After a while I got up and went to look for George Jr. But he didn’t want to play with me. He kept to himself all the long morning and the long afternoon, leaving me to wander around looking for something to do. I pulled a few weeds from Grannie’s garden, the careful way she’d taught me. I tried to get Granddad’s dog to chase a stick, but he got bored and found a cool spot to take a nap. Grannie made some sugar cookies, but she didn’t have much to say. If I walked into a room where she and Granddad were talking, they would suddenly hush, then change the subject.

I was very tired when evening finally came, even though I had hardly been doing anything. After supper we sat out on the front porch the way we always did on nice evenings at Grannie’s house. Usually, that was the best time of all. Granddad would tell us stories about when he went to the World’s Fair in St. Louis or when Halley’s comet passed by, or he would give us pennies for pulling grass burs out of the lawn.

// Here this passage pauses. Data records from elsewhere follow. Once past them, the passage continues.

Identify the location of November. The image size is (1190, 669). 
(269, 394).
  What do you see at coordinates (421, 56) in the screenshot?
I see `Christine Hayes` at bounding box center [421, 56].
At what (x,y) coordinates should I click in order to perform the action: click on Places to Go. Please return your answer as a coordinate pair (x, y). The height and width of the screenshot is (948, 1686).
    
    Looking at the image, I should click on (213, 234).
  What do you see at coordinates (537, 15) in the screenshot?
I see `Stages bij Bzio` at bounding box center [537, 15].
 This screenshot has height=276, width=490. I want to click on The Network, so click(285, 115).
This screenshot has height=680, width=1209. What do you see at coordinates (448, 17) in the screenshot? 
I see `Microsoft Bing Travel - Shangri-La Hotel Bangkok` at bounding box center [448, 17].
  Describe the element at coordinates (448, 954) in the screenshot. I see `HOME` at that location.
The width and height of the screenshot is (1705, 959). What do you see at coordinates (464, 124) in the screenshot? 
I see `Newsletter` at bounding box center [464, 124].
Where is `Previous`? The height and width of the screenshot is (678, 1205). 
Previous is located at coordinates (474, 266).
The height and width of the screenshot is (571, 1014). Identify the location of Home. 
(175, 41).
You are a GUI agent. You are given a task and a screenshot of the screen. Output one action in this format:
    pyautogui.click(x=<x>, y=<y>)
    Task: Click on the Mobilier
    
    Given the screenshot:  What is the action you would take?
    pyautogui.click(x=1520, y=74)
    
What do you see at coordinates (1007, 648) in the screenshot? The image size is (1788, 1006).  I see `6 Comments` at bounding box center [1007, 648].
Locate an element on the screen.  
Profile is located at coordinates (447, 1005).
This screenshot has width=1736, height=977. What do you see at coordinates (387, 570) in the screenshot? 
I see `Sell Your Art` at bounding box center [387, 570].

But that evening there were no stories. Everyone was very quiet. Grannie sat in her rocking chair and rocked slowly back and forth. Granddad, too, sat in his rocking chair — not rocking, but hunched forward, stiff and still, with his two hands folded over the crook of his cane. George Jr. stood alone out on the sidewalk, bouncing a ball. I sat on the porch step, the concrete still warm from the hot afternoon — and watched the familiar sun go down on the unfamiliar day.